Advertisement

PacBell Local Toll Call Rates to Be Cut by 29%

Share
TIMES STAFF WRITER

The price of local toll calls will drop by about 29% in September for Pacific Bell’s residential and business customers, a move ordered by state regulators to offset planned subsidy payments to the phone company.

Regulators at the California Public Utilities Commission approved the toll price cut--as well as smaller reductions in other service prices--as the best way to rebate $305.2 million to customers of PacBell, the state’s second-largest phone company.

“PacBell seems to be taking credit for this, but it’s not costing them a cent,” said Paul Stein, a telecommunications attorney for the Utility Reform Network, or TURN, a San Francisco-based consumer advocacy group. “But for customers, it’s a substantial chunk of money--$305 million.”

Advertisement

Beginning Sept. 1, PacBell’s basic rates for local toll calls--phone calls that connect beyond the 12-mile free zone but not far enough to be categorized as long-distance--will drop by a few pennies per minute for both business and residential customers.

The prices will vary by distance and time of day, but PacBell estimates that customers who don’t make many toll calls may see savings of only a few cents to a few dollars a month. Heavy toll call customers could save as much as $10 to $35 a month, according to company estimates.

Business customers could save from $9 to $20 a month, PacBell said.

Callers on discount plans will see slightly different rate reductions. Customers on PacBell’s residential discount toll plan, for example, now pay regular rates for the first $5, then receive a 15% discount on subsequent toll calls. After Sept. 1, those customers would see a 29% cost savings for the initial $5 in calls and a 14% discount on subsequent charges.

The state plan also includes a 10-cent reduction in the monthly price of many of PacBell’s calling features, such as call waiting, call forwarding and call return, as well as cuts in the per-minute cost of calling card rates and “zone usage measurement” and “local usage” rates.

In addition, the new plan slashes by 36.3% the “local access charges” that PacBell charges long-distance phone companies to connect calls over its network. The three largest long-distance companies--AT&T;, MCI and Sprint--have all pledged to pass the new savings on to customers, and state regulators intend to hold them to the promise.

The wide-ranging price changes--which won’t cost PacBell anything--are part of a broad restructuring of the state’s program for subsidizing phone service for higher-cost rural areas in the state.

Advertisement

Under the old method, the rural subsidies were invisible to customers because they were paid through inflated prices on some phone services.

Under the new system, which began in February 1995, the subsidy appears on phone bills as a separate “California High Cost Fund B” tax. Now state regulators plan to give phone companies their share of the high-cost fund and eliminate the longtime subsidies that still lurk in service prices.

Regulators estimate that PacBell will receive $305.2 million a year from the new fund, and thus the company and the PUC reduced PacBell prices by that amount.

Of the $305.2 million, about $154 million in reductions is directed at the local toll market, where PacBell faces stiff competition from rivals. The plan includes $80.5 million in price cuts on monopoly rates, such as local usage charges; about $7.1 million in discounts for custom calling features; and $63.6 million in access fee cuts for long-distance companies.

Customers will eventually get a credit on their bills to make up for the double payments between February 1995 and September of this year, according to the PUC.

TURN’s Stein credited the PUC for spreading the price reductions to services where PacBell faces no competition in addition to lowering toll rates.

Advertisement

“They’ve had the ability to lower those toll prices on their own for the last five years,” Stein said. “This proposal is a bit like the sleeves off their vest.”

Later this year, the PUC will decide how to provide price reductions to customers of GTE and other local phone companies.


Please copy each line below that contains the string "divertimento".

**Dataset excerpts**
____________

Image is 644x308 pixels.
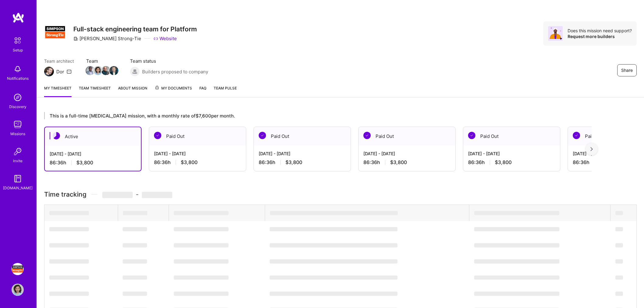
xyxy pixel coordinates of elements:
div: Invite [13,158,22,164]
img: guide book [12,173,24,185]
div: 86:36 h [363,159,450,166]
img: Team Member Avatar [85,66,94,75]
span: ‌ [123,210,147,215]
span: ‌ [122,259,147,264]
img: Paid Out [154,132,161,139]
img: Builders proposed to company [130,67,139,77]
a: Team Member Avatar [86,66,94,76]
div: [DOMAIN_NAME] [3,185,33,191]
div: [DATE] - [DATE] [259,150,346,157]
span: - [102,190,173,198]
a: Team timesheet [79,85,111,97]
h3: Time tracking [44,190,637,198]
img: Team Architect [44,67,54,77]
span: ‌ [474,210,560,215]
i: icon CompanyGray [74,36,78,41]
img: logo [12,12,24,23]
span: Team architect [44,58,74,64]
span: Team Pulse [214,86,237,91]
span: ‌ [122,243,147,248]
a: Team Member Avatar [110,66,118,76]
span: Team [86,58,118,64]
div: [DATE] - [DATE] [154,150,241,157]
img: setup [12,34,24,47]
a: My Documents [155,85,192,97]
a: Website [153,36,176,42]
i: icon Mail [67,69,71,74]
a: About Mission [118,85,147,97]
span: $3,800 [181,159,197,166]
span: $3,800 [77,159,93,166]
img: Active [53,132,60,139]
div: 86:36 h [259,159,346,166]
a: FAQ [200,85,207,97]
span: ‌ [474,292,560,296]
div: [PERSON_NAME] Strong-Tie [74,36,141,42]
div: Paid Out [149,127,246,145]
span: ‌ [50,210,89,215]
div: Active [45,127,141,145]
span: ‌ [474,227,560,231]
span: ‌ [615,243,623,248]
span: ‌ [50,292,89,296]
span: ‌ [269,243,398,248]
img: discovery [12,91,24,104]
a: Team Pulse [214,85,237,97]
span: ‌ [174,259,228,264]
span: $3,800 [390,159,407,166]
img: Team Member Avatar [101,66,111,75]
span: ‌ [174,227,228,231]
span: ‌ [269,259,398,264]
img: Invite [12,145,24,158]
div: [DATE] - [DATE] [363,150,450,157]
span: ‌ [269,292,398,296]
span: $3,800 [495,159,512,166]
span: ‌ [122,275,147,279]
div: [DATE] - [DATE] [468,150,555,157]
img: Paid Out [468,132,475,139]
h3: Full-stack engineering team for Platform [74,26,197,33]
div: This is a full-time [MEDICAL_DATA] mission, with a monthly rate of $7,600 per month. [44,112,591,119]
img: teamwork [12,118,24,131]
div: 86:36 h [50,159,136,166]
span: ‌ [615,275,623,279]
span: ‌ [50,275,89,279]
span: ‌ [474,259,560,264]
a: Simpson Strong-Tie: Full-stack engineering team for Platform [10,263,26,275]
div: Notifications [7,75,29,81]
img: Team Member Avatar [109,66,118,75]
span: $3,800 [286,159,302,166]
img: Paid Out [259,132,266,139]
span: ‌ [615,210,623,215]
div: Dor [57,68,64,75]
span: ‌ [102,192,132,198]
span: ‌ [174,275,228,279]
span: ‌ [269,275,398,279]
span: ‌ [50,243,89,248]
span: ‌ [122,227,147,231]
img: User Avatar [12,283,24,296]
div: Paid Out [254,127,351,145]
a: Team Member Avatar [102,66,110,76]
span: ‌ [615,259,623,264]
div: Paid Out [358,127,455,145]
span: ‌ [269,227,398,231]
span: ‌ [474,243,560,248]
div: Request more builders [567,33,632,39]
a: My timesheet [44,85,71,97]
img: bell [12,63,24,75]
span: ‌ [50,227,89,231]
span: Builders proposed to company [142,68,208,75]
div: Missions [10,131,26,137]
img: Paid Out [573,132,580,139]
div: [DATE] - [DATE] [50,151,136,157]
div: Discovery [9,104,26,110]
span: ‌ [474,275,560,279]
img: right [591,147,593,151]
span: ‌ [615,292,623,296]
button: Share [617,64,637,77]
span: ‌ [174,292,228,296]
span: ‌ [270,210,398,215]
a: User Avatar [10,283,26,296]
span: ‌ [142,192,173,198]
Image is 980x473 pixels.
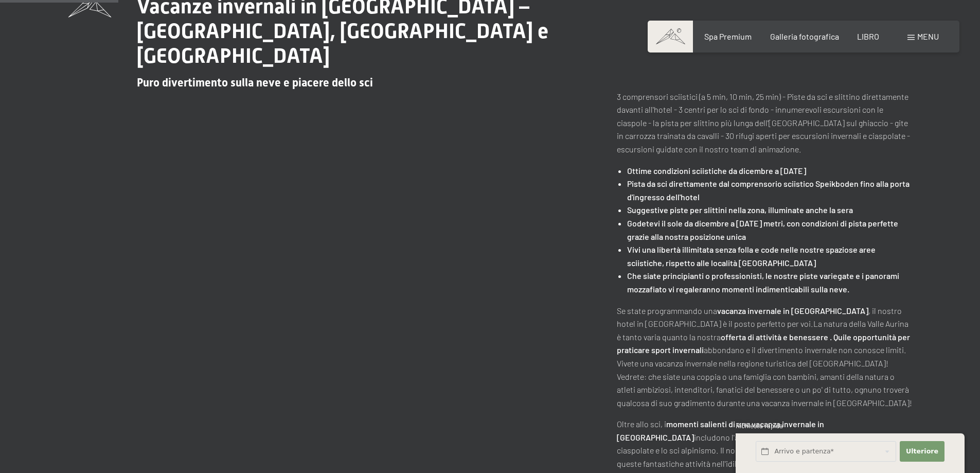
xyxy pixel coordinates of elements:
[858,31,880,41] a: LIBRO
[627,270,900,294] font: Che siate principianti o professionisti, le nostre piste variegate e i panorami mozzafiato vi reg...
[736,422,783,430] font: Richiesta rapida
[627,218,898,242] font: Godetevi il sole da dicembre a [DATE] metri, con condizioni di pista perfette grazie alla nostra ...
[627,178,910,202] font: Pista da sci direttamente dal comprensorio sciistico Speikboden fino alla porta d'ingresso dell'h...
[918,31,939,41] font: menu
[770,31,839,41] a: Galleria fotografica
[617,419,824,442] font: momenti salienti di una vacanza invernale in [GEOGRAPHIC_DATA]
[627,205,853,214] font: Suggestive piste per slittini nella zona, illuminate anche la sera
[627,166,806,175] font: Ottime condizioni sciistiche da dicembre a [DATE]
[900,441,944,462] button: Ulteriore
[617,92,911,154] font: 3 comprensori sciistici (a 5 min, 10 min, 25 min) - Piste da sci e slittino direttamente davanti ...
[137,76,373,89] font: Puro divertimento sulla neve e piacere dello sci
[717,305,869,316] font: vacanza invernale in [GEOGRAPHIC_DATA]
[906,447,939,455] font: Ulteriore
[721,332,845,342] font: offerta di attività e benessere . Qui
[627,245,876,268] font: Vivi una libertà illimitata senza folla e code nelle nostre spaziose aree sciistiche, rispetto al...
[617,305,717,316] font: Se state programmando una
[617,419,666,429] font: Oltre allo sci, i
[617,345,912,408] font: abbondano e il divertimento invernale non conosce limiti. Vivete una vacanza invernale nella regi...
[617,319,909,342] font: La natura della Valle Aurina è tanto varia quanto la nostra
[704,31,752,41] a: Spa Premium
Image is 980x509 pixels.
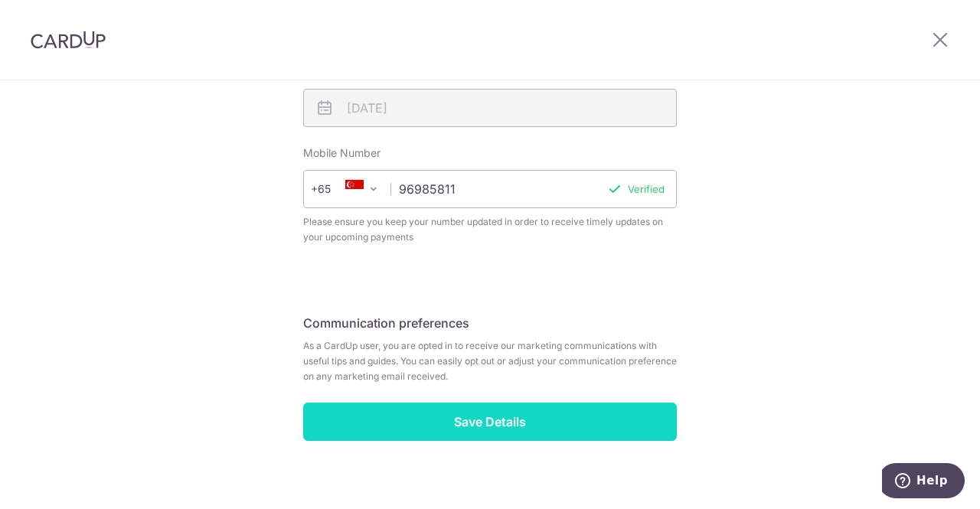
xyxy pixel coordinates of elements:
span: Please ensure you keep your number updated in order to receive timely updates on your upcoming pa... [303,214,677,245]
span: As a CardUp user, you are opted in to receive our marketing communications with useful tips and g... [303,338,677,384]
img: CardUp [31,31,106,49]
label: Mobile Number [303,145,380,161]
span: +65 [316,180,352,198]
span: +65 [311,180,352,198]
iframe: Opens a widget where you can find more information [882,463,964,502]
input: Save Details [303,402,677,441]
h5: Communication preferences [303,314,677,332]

____________

**Written response**
[137,76,373,89] font: Puro divertimento sulla neve e piacere dello sci
[617,345,912,408] font: abbondano e il divertimento invernale non conosce limiti. Vivete una vacanza invernale nella regi...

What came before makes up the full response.